‘Global Action Needs to Tackle Climate Change and Inequality’
“People on the frontlines of inequality” in cities in India, Nepal, Pakistan, Indonesia, and the Philippines held rallies and organized online actions last week to call on business, government and civil society leaders meeting at the World Economic Forum (WEF) to urgently address climate change and inequality.
“The climate crisis and the worsening inequality are intertwined. Millions of people are struggling to survive under a highly unequal and unjust economic system. The pandemic and its economic fall-out have worsened their situation. These conditions render them most vulnerable to climate change impacts which in turn will lead to greater displacement and impoverishment,” said Lidy Nacpil, coordinator of the Asian Peoples’ Movement on Debt and Development (APMDD).
Nacpil added: “Inequality will worsen as climate change intensifies. Global action needs to tackle climate change and inequality together. We need to do this urgently.”
A 2019 Stanford University study found that climate change has worsened global economic inequality. According to the study, the gap between the economic output of the world’s richest and poorest countries is 25 percent larger today than it would have been without global warming.
Nacpil said the protests aimed to highlight the voices of the people who are on the frontlines of inequality and whose fate are tied to the course of the global recovery the participants of the annual Davos forum are discussing.
“The people on the frontlines of inequality are pushing for a rebuilding of the system, not economic recovery from Covid. We cannot continue with the current system that exploits people and the planet. We need a system that will fix inequality and the escalating climate emergency,” said Nacpil.

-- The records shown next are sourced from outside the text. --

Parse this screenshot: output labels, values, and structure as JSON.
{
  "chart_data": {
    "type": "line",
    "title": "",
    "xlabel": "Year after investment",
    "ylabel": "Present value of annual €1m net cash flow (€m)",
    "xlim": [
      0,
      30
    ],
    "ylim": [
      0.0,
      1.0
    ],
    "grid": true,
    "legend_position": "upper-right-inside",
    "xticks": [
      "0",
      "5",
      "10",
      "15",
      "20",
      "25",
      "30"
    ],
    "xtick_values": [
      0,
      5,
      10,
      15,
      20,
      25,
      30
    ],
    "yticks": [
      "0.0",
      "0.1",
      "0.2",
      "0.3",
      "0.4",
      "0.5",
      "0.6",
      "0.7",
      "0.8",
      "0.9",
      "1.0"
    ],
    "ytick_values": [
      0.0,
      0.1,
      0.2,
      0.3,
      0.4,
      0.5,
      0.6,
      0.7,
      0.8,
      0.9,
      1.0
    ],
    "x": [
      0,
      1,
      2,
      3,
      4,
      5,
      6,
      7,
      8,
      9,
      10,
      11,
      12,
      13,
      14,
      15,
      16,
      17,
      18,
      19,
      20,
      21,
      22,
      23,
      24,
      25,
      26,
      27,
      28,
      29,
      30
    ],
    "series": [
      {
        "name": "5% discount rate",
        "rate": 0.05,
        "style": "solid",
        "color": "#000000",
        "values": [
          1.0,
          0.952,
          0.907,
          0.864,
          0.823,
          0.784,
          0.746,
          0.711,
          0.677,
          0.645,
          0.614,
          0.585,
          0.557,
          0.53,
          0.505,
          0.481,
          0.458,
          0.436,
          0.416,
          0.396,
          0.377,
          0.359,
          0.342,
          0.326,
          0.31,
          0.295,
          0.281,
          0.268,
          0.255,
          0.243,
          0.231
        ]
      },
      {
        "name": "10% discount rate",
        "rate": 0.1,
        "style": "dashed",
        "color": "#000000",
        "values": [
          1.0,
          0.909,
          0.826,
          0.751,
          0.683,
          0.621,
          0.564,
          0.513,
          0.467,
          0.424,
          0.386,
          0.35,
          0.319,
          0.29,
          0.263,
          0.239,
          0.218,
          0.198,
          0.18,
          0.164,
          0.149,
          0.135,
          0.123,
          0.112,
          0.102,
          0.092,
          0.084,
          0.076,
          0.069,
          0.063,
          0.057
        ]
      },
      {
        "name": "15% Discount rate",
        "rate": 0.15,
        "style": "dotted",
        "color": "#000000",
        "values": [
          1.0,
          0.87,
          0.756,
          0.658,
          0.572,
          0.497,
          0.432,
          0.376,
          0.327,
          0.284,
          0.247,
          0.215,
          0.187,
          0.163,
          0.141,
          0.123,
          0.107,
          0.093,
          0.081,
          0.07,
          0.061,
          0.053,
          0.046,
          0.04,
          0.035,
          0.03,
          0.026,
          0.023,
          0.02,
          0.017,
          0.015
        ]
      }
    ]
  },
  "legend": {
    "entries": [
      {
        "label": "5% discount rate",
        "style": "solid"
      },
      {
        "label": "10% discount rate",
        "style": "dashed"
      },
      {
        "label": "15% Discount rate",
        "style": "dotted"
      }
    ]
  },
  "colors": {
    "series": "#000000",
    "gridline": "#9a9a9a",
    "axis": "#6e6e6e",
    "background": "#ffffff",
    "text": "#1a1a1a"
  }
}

“We are now at the threshold of the most critical decade for climate action. This decade is our last chance to prevent run-away climate catastrophe and stabilize global temperature rise to the safest level still possible, which is below 1.5 degrees Celsius. We cannot waste anymore time. Rebuild, not reset,” Nacpil said, referencing “The Great Reset,” the theme of the WEF Special Annual Meeting this year. The WEF will convene the Special Annual Meeting 2021 in Singapore from 25-28 May. It will return to Davos-Klosters, Switzerland, for the Annual Meeting 2022. The Special Annual Meeting 2021 in Singapore will be the first global leadership event to address worldwide recovery from the pandemic.